AMGA Accreditation

What does it mean to be AMGA Accredited?

Accreditation is based on the American Mountain Guides Association’s Scope of Practice. Accredited Guide Services like us, commit to staffing our trips – your trip – with guides who have been trained to work in that type of terrain. While this may sound like a given, it is not. Many guide services cannot provide you with a certified guide, because most guides are not certified – and many are not trained by any outside entity.

At Timberline Mountain Guides, we only hire guides who have begun a training and certification process that is both challenging and voluntary. They choose this path out of a commitment to their profession, despite significant costs and time associated. These guides put themselves in front of their peers, instructors and examiners in order to receive feedback that will help them improve as guides and, ultimately, achieve international certification as a Mountain Guide.

AMGA Accredited Business

Scope of Practice

The American Mountain Guides Association is the only organization that trains and certifies guides to an international standard. During the training process, guides agree to work within their scope of practice – the terrain that they’ve been trained in.

  • Apprentice Guides in each discipline have taken the first level of training that sets professional guides apart. In the case of the alpine, this means that they can guide alpine climbs of moderate size and difficulty with mentorship and supervision.
  • Assistant Guides have taken additional coursework, passed a preliminary exam, and gained a great deal of professional guiding experience. They can guide larger and more complex routes with continued mentorship and increasingly less direct supervision.
  • Certified Guides can guide routes that are as large and difficult as is appropriate for themselves and their guests.

Professional Development

Not every guide who is trained, is certified. Simply starting the training is a huge step forward for a guide. Often, it is their first introduction to professional standards that they will come to see as fundamental. Certification as a guide in any of the three disciplines take years, and signifies a deep commitment to professional development. Over that time, personal experience complements professional apprenticeship and mentorship.

Certification as an Alpine Guide requires
  • 5 different courses totaling 42 days, taken over multiple years
  • As many or more days of personal training and preparation
  • Prerequisites for entry into each course
  • 12 days of examination split over a shorter qualification exam, and a nine-day Alpine Exam.

Guides who receive certification in all three disciplines (Alpine, Rock and Ski Guide) are called American Mountain Guides. They are licensed internationally as IFMGA Guides – a title that is coveted around the mountain climbing world. Timberline Mountain Guides has American Mountain Guides/IFMGA Guides on staff throughout the year, and most of our guides are certified in at least one discipline.

  • To learn more about the AMGA, we recommend that you start here.
  • Each guide has their personal level of training and/or certification listed in their bio.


• PROBLEM TO SOLVE: The entries that follow need to be reproduced exactly, minus any images.

• RECORDS SHOWN:
--*--

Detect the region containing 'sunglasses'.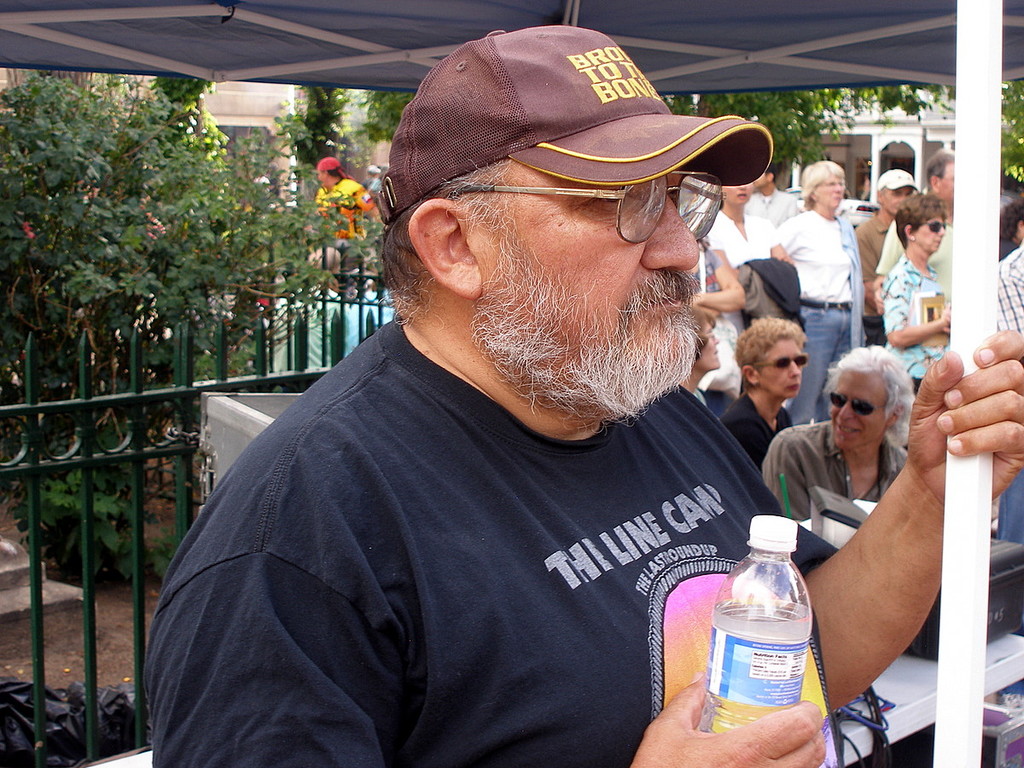
[916, 220, 947, 239].
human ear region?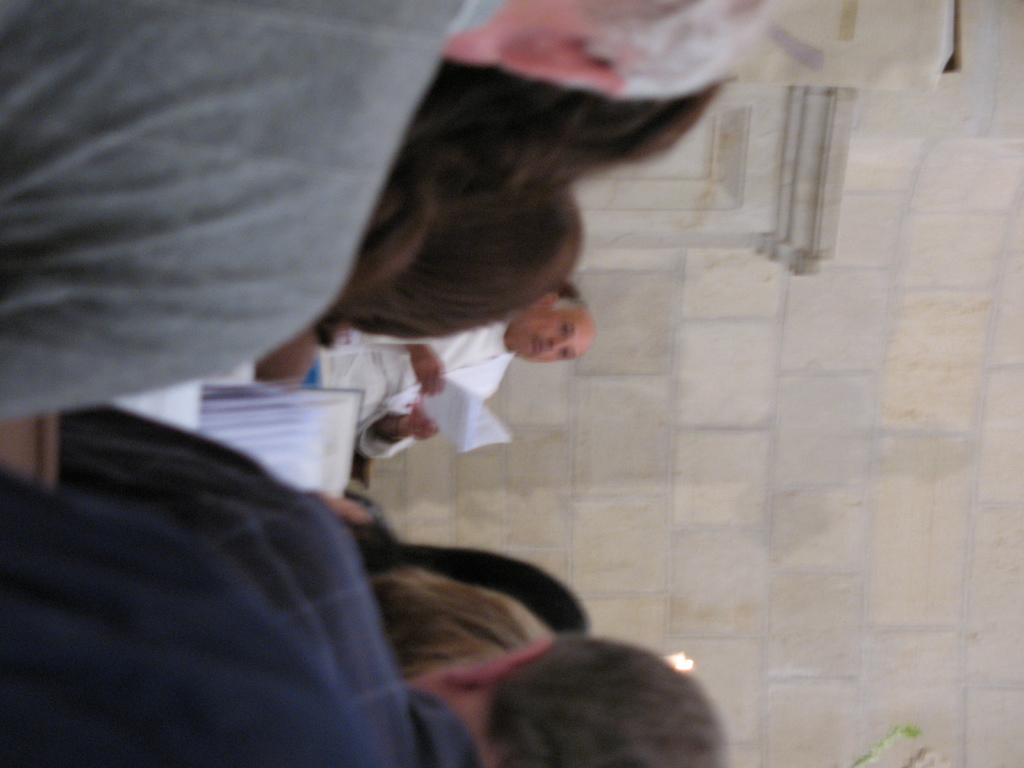
(left=530, top=294, right=558, bottom=307)
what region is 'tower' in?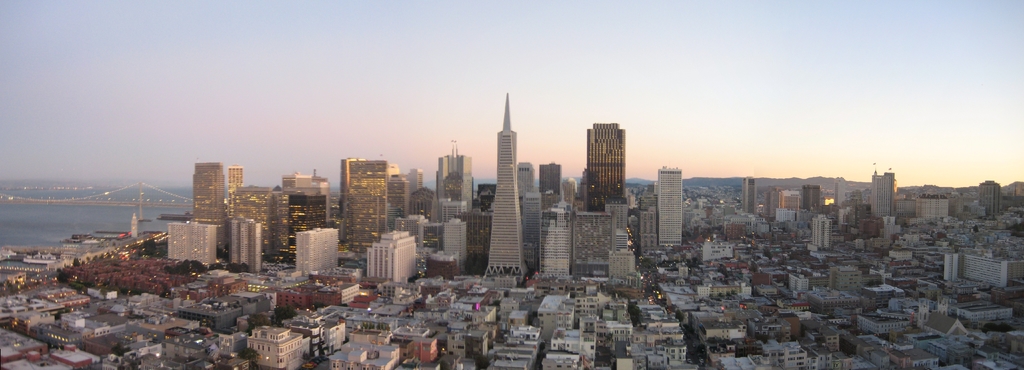
[left=192, top=161, right=228, bottom=248].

--*--

• ANSWER:
Detect the region containing 'sunglasses'.
[916, 220, 947, 239].
human ear region?
(left=530, top=294, right=558, bottom=307)
what region is 'tower' in?
[left=192, top=161, right=228, bottom=248].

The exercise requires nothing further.